Carl Jung, the smart alchemist

It was a recurring dream that guided Jung in his passion for understanding the human mind. For years, he dreamed that next to his house was a secret wing. In the dream, he asked himself how it was possible that he had never noticed the secret wing and each time explored that mysterious addition. Little by little, patiently analyzing the experiences he had in the secret wing, he came to understand that this mysterious addition was his unconscious, in which he enclosed everything that he rejected or repressed.

For decades, Jung searched incessantly for some scientific explanation that would allow him to work with the individual and collective unconscious of his patients, a theory that could be fully satisfactory to him, that would accommodate his observations regarding his dreams and those of his patients.

At last, in a dream he had in 1926, he found the clue that would guide his work for the rest of his life. That night, in a particularly vivid dream, he dreamed that he was imprisoned in the 17th century. He interpreted the dream as a call to alchemy, which reached its maximum splendor in that century. "Only after discovering alchemy did I clearly understand that the unconscious is a process and that the relationships of the self with the mind and its contents initiate an evolution, a true metamorphosis of the mind," said the Swiss psychologist.

Jung began researching this ancient discipline and came to have the largest alchemical library in Europe. It consolidated a solid and rich psychological and mental interpretation of alchemy that is inspiring and useful to understand and manage ourselves a little better every day. Let's see it.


PROBLEM REQUIREMENTS: If a line in the records below holds the string "bounding", count it; give only the total.

****************

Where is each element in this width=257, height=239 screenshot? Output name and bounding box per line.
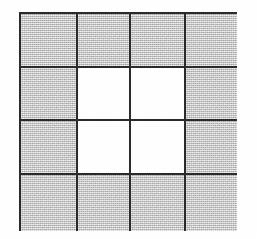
- page-canvas: [0, 0, 257, 239]
- grid-cell-r1c3[interactable]: [131, 14, 184, 66]
- grid-cell-r3c3[interactable]: [131, 121, 184, 173]
- grid-cell-r2c4[interactable]: [186, 68, 237, 119]
- grid-cell-r4c4[interactable]: [186, 175, 237, 231]
- grid-cell-r3c1[interactable]: [21, 121, 76, 173]
- grid-cell-r2c3[interactable]: [131, 68, 184, 119]
- grid-cell-r2c1[interactable]: [21, 68, 76, 119]
- grid-cell-r4c1[interactable]: [21, 175, 76, 231]
- grid-cell-r1c1[interactable]: [21, 14, 76, 66]
- grid-cell-r1c2[interactable]: [78, 14, 129, 66]
- grid-cell-r2c2[interactable]: [78, 68, 129, 119]
- grid-cell-r4c2[interactable]: [78, 175, 129, 231]
- grid-cell-r3c2[interactable]: [78, 121, 129, 173]
- grid-figure: [19, 12, 237, 231]
- grid-cell-r4c3[interactable]: [131, 175, 184, 231]
- grid-cell-r1c4[interactable]: [186, 14, 237, 66]
- grid-cell-r3c4[interactable]: [186, 121, 237, 173]
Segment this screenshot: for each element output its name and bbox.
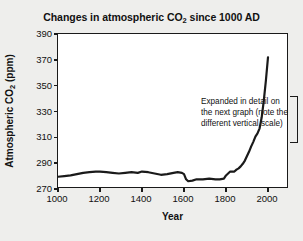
y-axis-label-subscript: 2 xyxy=(8,84,17,88)
y-axis-label-before: Atmospheric CO xyxy=(4,88,15,167)
x-axis-tick-label: 1400 xyxy=(121,193,161,204)
plot-area: Expanded in detail on the next graph (no… xyxy=(57,33,288,188)
y-axis-tick-mark xyxy=(54,59,59,60)
x-axis-tick-label: 2000 xyxy=(247,193,287,204)
chart-title-before: Changes in atmospheric CO xyxy=(43,11,182,23)
x-axis-tick-label: 1200 xyxy=(79,193,119,204)
y-axis-tick-mark xyxy=(54,85,59,86)
y-axis-label-text: Atmospheric CO2 (ppm) xyxy=(4,54,15,168)
x-axis-tick-label: 1600 xyxy=(163,193,203,204)
chart-figure: Changes in atmospheric CO2 since 1000 AD… xyxy=(0,0,303,241)
x-axis-tick-mark xyxy=(183,187,184,192)
x-axis-tick-label: 1000 xyxy=(37,193,77,204)
annotation-bracket-icon xyxy=(290,96,298,143)
y-axis-tick-labels: 270290310330350370390 xyxy=(18,0,56,241)
x-axis-tick-mark xyxy=(267,187,268,192)
y-axis-tick-mark xyxy=(54,137,59,138)
x-axis-label: Year xyxy=(57,211,288,222)
y-axis-tick-label: 350 xyxy=(18,79,52,90)
y-axis-tick-mark xyxy=(54,33,59,34)
chart-title-after: since 1000 AD xyxy=(187,11,260,23)
x-axis-tick-mark xyxy=(99,187,100,192)
y-axis-tick-mark xyxy=(54,162,59,163)
x-axis-tick-mark xyxy=(141,187,142,192)
y-axis-label: Atmospheric CO2 (ppm) xyxy=(2,33,16,188)
y-axis-tick-label: 330 xyxy=(18,105,52,116)
x-axis-tick-label: 1800 xyxy=(205,193,245,204)
y-axis-tick-label: 290 xyxy=(18,157,52,168)
y-axis-tick-label: 370 xyxy=(18,53,52,64)
y-axis-tick-mark xyxy=(54,111,59,112)
y-axis-tick-label: 390 xyxy=(18,28,52,39)
x-axis-tick-mark xyxy=(57,187,58,192)
annotation-text: Expanded in detail on the next graph (no… xyxy=(201,96,289,129)
y-axis-label-after: (ppm) xyxy=(4,54,15,85)
x-axis-tick-mark xyxy=(225,187,226,192)
chart-title-subscript: 2 xyxy=(183,16,187,25)
y-axis-tick-label: 270 xyxy=(18,183,52,194)
y-axis-tick-label: 310 xyxy=(18,131,52,142)
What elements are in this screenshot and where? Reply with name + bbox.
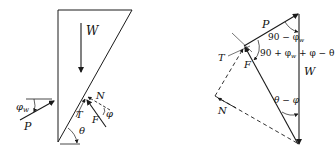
label-t-polygon: T: [218, 52, 226, 63]
theta-angle-arc: [68, 128, 77, 143]
angle-label-bottom: θ − φ: [274, 95, 300, 105]
label-theta: θ: [79, 125, 85, 136]
label-n: N: [95, 90, 106, 101]
angle-arc-mid: [254, 40, 259, 60]
label-n-polygon: N: [217, 105, 228, 116]
angle-arc-top: [285, 22, 298, 32]
label-f-polygon: F: [243, 59, 252, 70]
label-w-polygon: W: [304, 65, 317, 78]
wedge-figure: W φw P T N F φ θ: [16, 10, 132, 144]
phi-w-angle-arc: [34, 99, 35, 112]
phi-angle-arc: [103, 108, 105, 115]
label-phi: φ: [106, 108, 113, 119]
label-p: P: [23, 120, 32, 133]
label-phi-w: φw: [16, 101, 29, 114]
force-polygon-figure: T P W F N 90 − φw 90 + φw + φ − θ θ − φ: [215, 14, 334, 144]
diagram-canvas: W φw P T N F φ θ T P W: [0, 0, 336, 157]
label-f: F: [91, 114, 100, 125]
label-w: W: [86, 24, 100, 38]
angle-label-mid: 90 + φw + φ − θ: [260, 48, 334, 59]
label-t: T: [76, 109, 84, 120]
angle-arc-bottom: [282, 112, 298, 115]
label-p-polygon: P: [261, 18, 270, 31]
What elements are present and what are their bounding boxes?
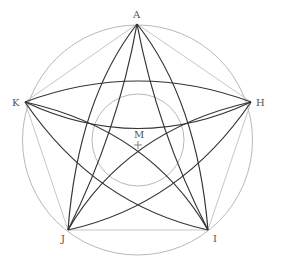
arc-H-J-lower xyxy=(68,102,251,230)
label-H: H xyxy=(256,97,265,108)
center-marker xyxy=(134,141,142,149)
arc-K-I-lower xyxy=(25,102,208,230)
arc-K-I-upper xyxy=(25,102,208,230)
arc-K-H-lower xyxy=(25,102,251,129)
arc-H-J-upper xyxy=(68,102,251,230)
label-K: K xyxy=(12,97,20,108)
label-I: I xyxy=(213,233,217,244)
pentagon-AHIJK xyxy=(25,24,251,230)
outer-circle xyxy=(23,25,253,255)
curved-star-arcs xyxy=(25,24,251,230)
label-A: A xyxy=(132,9,141,20)
pentagram-lens-diagram: A H I J K M xyxy=(0,0,282,264)
arc-K-H-upper xyxy=(25,81,251,102)
label-J: J xyxy=(60,233,65,244)
label-M: M xyxy=(134,129,144,140)
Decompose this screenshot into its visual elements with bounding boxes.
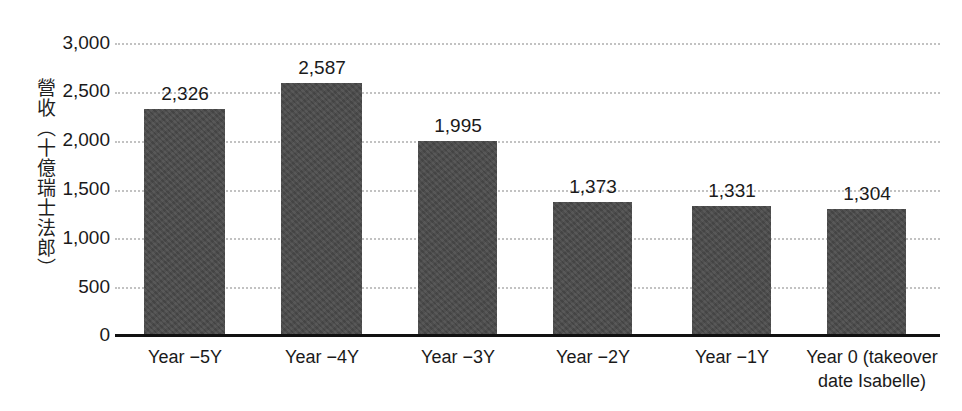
y-axis-tick-labels: 3,000 2,500 2,000 1,500 1,000 500 0 xyxy=(28,0,110,411)
gridline xyxy=(115,92,940,94)
gridline xyxy=(115,238,940,240)
x-label-line: Year −5Y xyxy=(148,347,222,367)
y-tick-label: 500 xyxy=(28,276,110,298)
bar-chart: 營收（十億瑞士法郎） 3,000 2,500 2,000 1,500 1,000… xyxy=(0,0,962,411)
bar-value-label: 1,304 xyxy=(843,183,891,205)
bar-value-label: 2,326 xyxy=(161,83,209,105)
y-tick-label: 2,500 xyxy=(28,80,110,102)
y-tick-label: 0 xyxy=(28,324,110,346)
x-axis-category-label: Year −5Y xyxy=(148,345,222,369)
plot-area xyxy=(115,43,940,336)
x-label-line: Year −1Y xyxy=(695,347,769,367)
y-tick-label: 1,500 xyxy=(28,178,110,200)
x-label-line: Year −4Y xyxy=(285,347,359,367)
y-tick-label: 3,000 xyxy=(28,32,110,54)
bar xyxy=(281,83,362,336)
x-label-line: Year 0 (takeover xyxy=(806,347,937,367)
bar xyxy=(418,141,497,336)
x-axis-line xyxy=(115,334,940,337)
x-axis-category-label: Year −3Y xyxy=(421,345,495,369)
gridline xyxy=(115,287,940,289)
bar xyxy=(553,202,632,336)
x-label-line: Year −2Y xyxy=(556,347,630,367)
bar xyxy=(692,206,771,336)
bar-value-label: 1,331 xyxy=(708,180,756,202)
gridline xyxy=(115,43,940,45)
bar-value-label: 2,587 xyxy=(298,57,346,79)
gridline xyxy=(115,141,940,143)
bar-value-label: 1,995 xyxy=(434,115,482,137)
x-label-line: date Isabelle) xyxy=(806,369,937,393)
y-tick-label: 1,000 xyxy=(28,227,110,249)
x-label-line: Year −3Y xyxy=(421,347,495,367)
x-axis-category-label: Year −4Y xyxy=(285,345,359,369)
gridline xyxy=(115,190,940,192)
bar xyxy=(144,109,225,336)
bar-value-label: 1,373 xyxy=(569,176,617,198)
x-axis-category-label: Year −1Y xyxy=(695,345,769,369)
bar xyxy=(827,209,906,336)
y-tick-label: 2,000 xyxy=(28,129,110,151)
x-axis-category-label: Year −2Y xyxy=(556,345,630,369)
x-axis-category-label: Year 0 (takeover date Isabelle) xyxy=(806,345,937,393)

****************

RESPONSE FOR THIS EXERCISE: 3